In religious traditions around the world, the symbolism of water looms large. It is both practically ceremonial and metaphorically useful in nearly every religious practice. In Hinduism, the Vedas term water ‘the first door unto divine order.’ In Buddhism, water is offered at shrines as a sacrifice to symbolize the purification of our souls and minds. In the Shinto tradition, visitors to shrines must wash their hands and their mouths with water before entering. As I’ve already mentioned, in the Christian Bible, the entire world begins with water. But it also ends with it; in the very last chapter of the book of Revelation, which ends the Bible, the river of life flows from the throne of God and through the middle of the new city of paradise. Then in verse 17, before the final exhortations of the writer, we find this: “And let the one who is thirsty come; let the one who desires take the water of life without price.”


So it is not just our bodies, it seems, but also our souls which need a kind of water, a fresh source that flows, that is replenished, that washes us and nourishes us. And just like physical water, this spiritual water has a source. But it also has a destination.


One of the most wonderful things to see through this freeze was the willingness people in our communities had to share water with one another. I saw friends offering bottled water supplies to one another and offering to let people come bathe in their homes when they couldn’t do so in their own. Water, even the spiritual variety, is meant to flow, to be a mutual benefit to everyone around us.
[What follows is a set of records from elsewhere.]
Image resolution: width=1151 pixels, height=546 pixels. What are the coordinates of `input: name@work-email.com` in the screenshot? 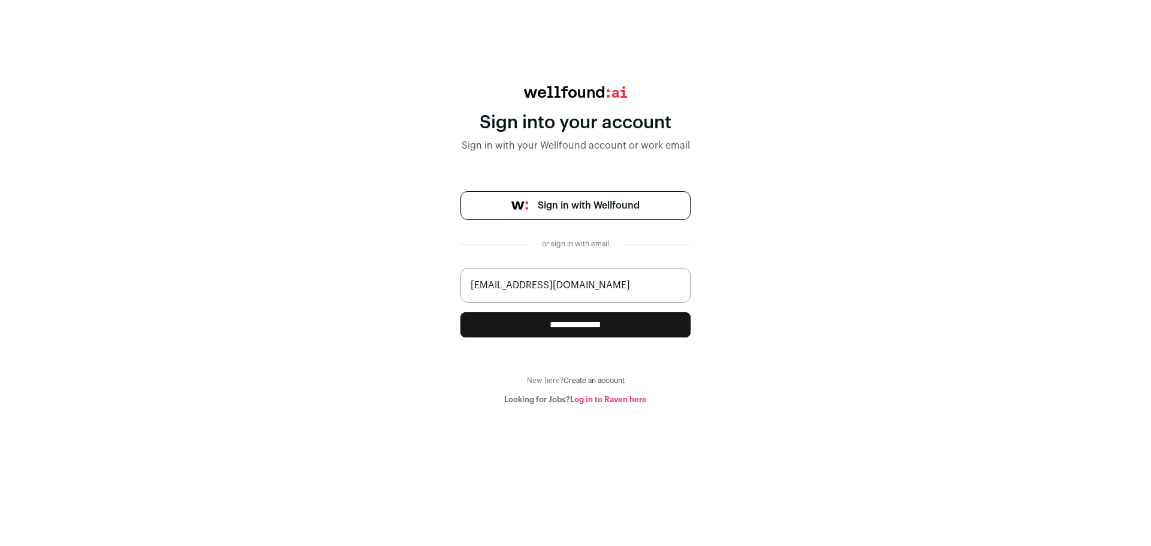 It's located at (575, 285).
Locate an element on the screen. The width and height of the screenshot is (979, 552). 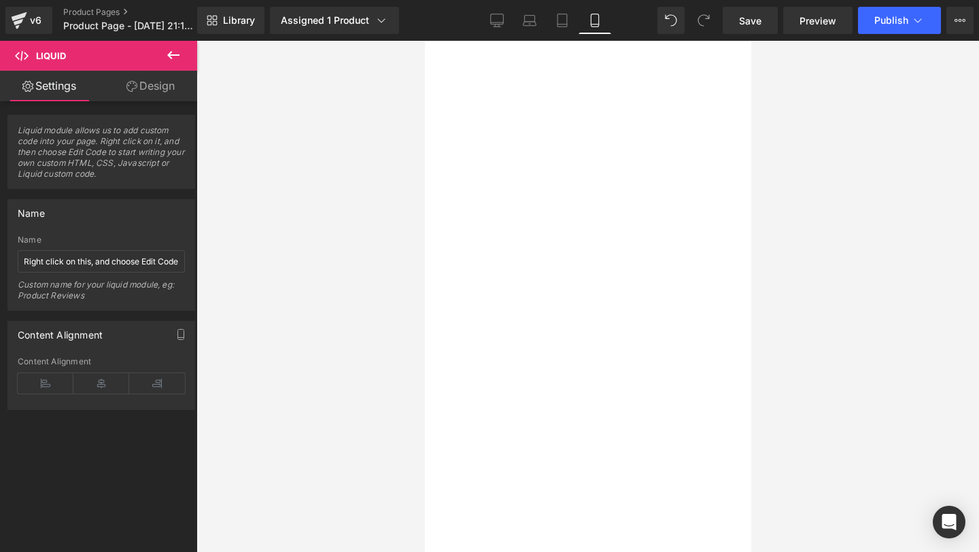
a: Design is located at coordinates (150, 86).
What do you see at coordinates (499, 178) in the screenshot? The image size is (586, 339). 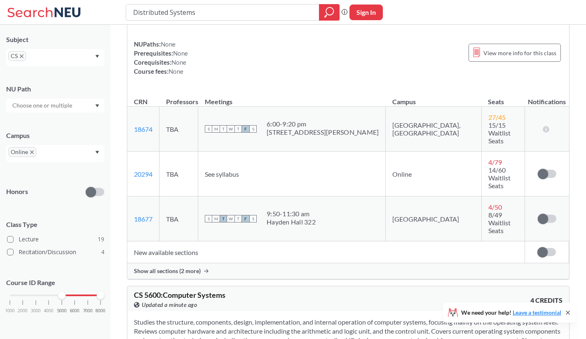 I see `span: 14/60 Waitlist Seats` at bounding box center [499, 178].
We are meant to be pipelines. Connected to a source on one end, but also connected to a recipient at the other. It is only in this way that we are kept clean, and full. “Whoever believes in me,” Christ says in John 7, “‘out of his heart will flow rivers of living water.’”
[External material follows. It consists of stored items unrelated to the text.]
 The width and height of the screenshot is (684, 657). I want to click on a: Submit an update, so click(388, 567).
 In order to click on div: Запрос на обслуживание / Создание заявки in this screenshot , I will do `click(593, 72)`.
We are meant to be flowed into, flowed through, but then flowed out of. We are not meant merely to consume, but also not merely to pour out. If we do the first, we will become stagnant; spiritual Dead Seas. If we do the latter, we will find ourselves depleted, empty, and lifeless. We must do both. We must soak up the life from the source, and from those around us, but then we must let that life flow out of us as well.


In order for a pipeline to work, the sections of pipe need to be clean and empty - free of garbage, free of debris, free of gunk that sticks to the side and ice that freezes the supply. Too often I am either all consumption, or I am clogged with gunk: thoughts of myself, of my own comforts, of my own needs. Filling, filling, filling, but never emptying. Which is why I find foul things in me, vile things, dead things. At other times I have also been all distribution: trying to give out of my own supply (which is to say the least limited), striving to white-knuckle my humanitarian concerns. This is equally ineffective. The answer to this quandary is to complete the pipeline - to simultaneously tap into the source of life and connect to those downstream. To feed and nourish others out of the abundance of influx.
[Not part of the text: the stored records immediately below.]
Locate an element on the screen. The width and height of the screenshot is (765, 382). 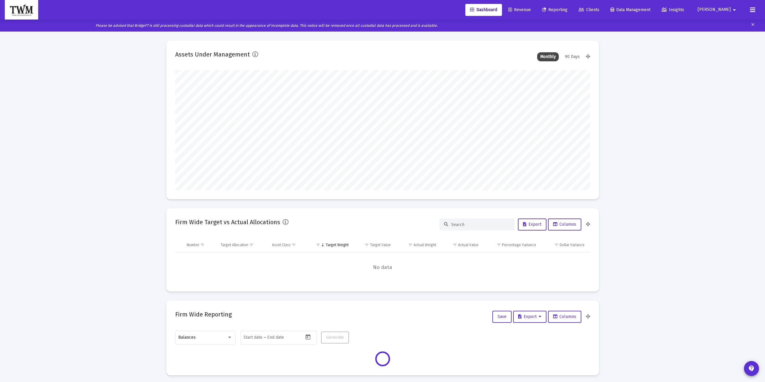
input: Start date is located at coordinates (253, 338).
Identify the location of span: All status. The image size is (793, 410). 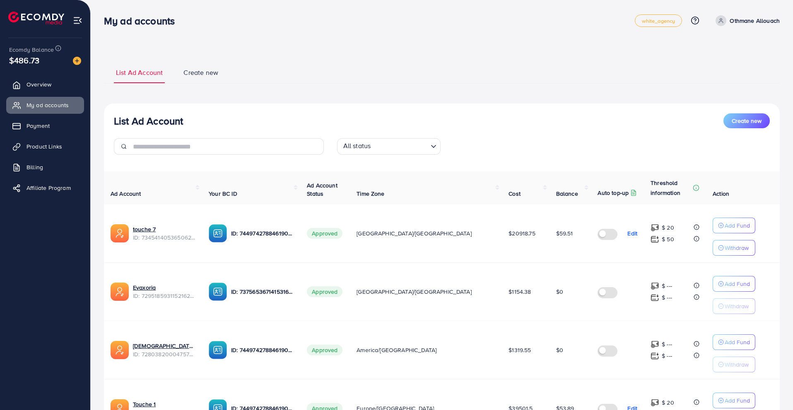
(357, 146).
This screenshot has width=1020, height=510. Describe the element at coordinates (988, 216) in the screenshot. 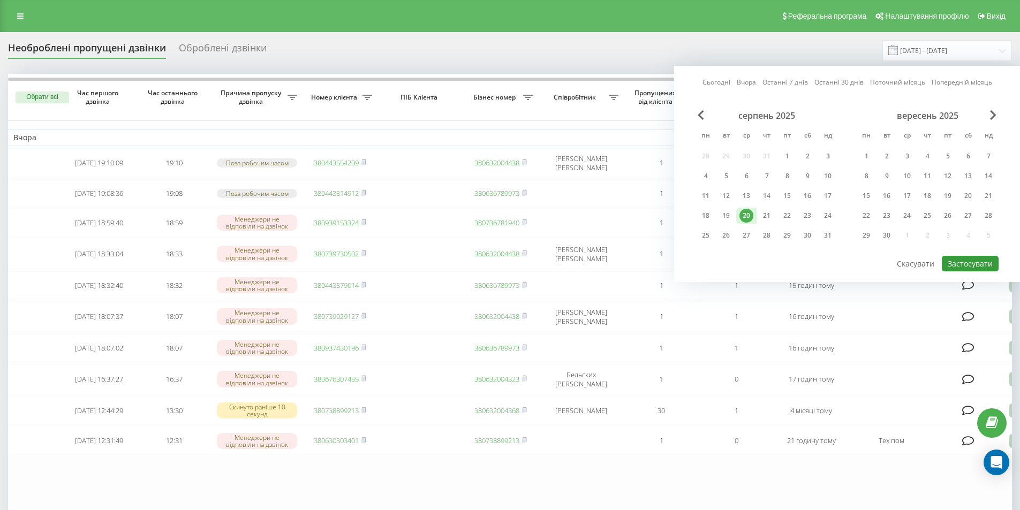

I see `div: нд 28 вер 2025 р.` at that location.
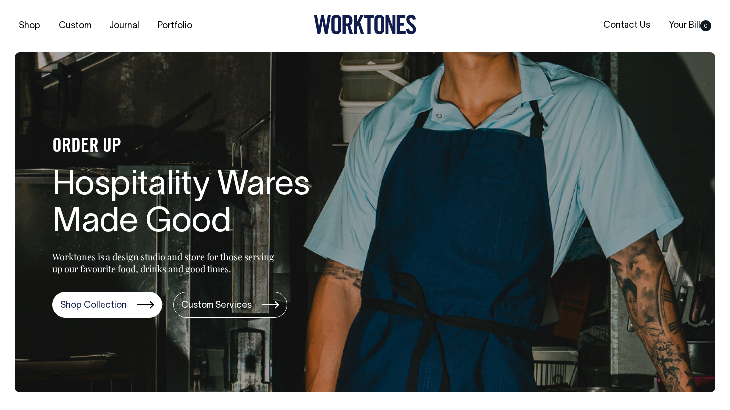 This screenshot has width=730, height=410. What do you see at coordinates (165, 262) in the screenshot?
I see `p: Worktones is a design studio and store for those serving up our favourite food, drinks and good t...` at bounding box center [165, 262].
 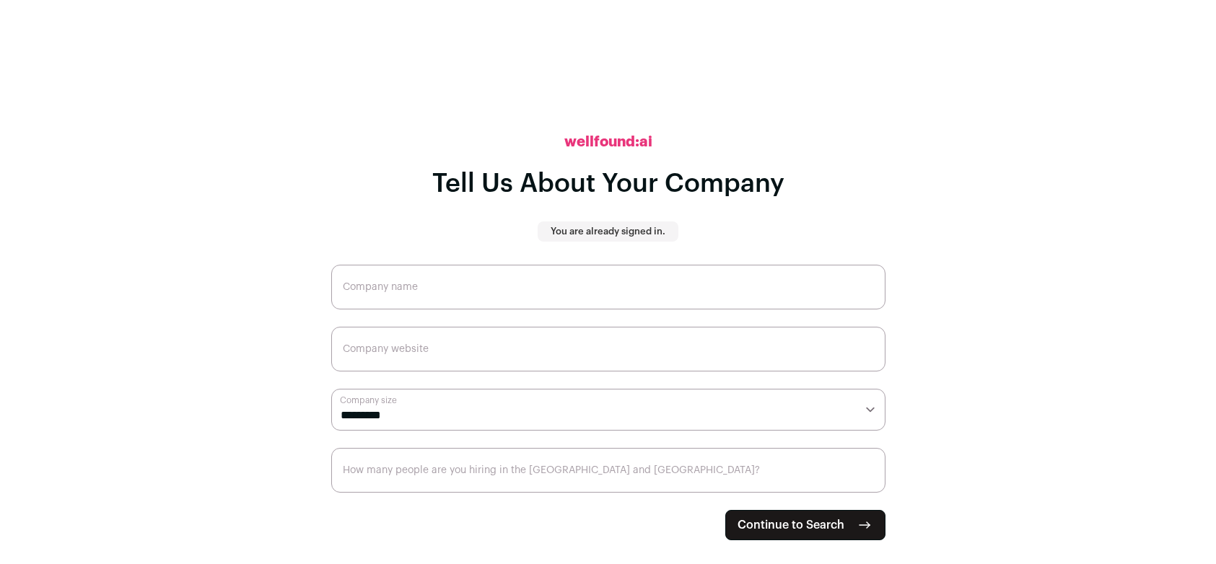 I want to click on span: Continue to Search, so click(x=791, y=525).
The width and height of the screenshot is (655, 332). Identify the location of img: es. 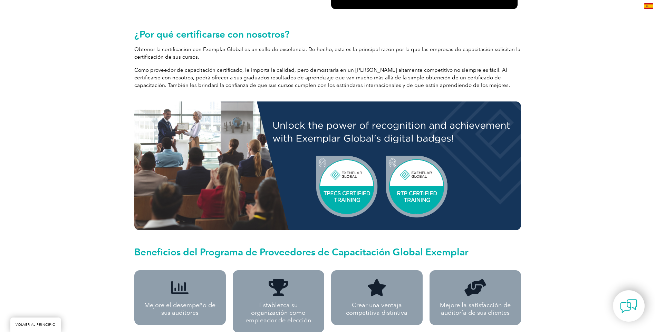
(648, 6).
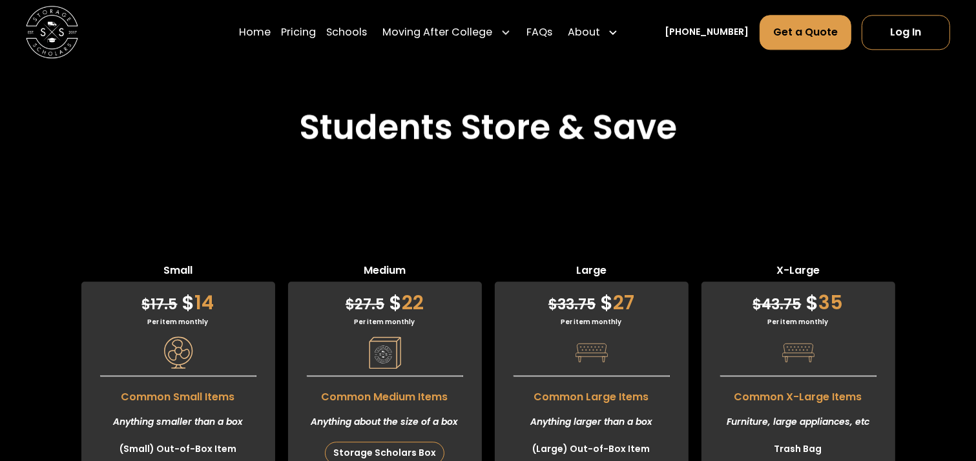 The width and height of the screenshot is (976, 461). What do you see at coordinates (160, 304) in the screenshot?
I see `span: 17.5` at bounding box center [160, 304].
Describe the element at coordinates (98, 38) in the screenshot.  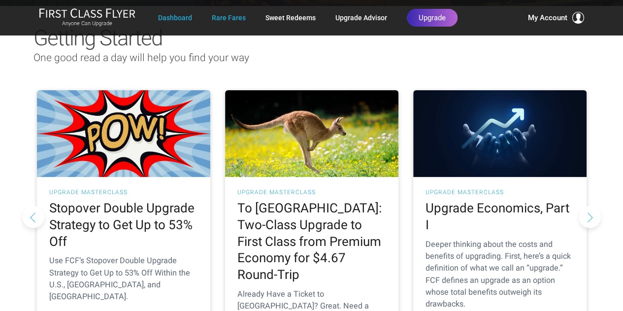
I see `span: Getting Started` at that location.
I must admit, first, my need. This is where many of us, myself included, fail. It is a quintessential American attribute that we feel we are self-sufficient; that we think we can accomplish whatever we need to by our strength alone, by the force of our will, from the wellspring of our individual power. This is noble, but fundamentally flawed. If we are to have anything to give, we must first be filled. And to be filled, like a bottle of mineral water, we must be emptied. That is the paradox of this whole human existence; only in being empty can we actually be full of what matters: life.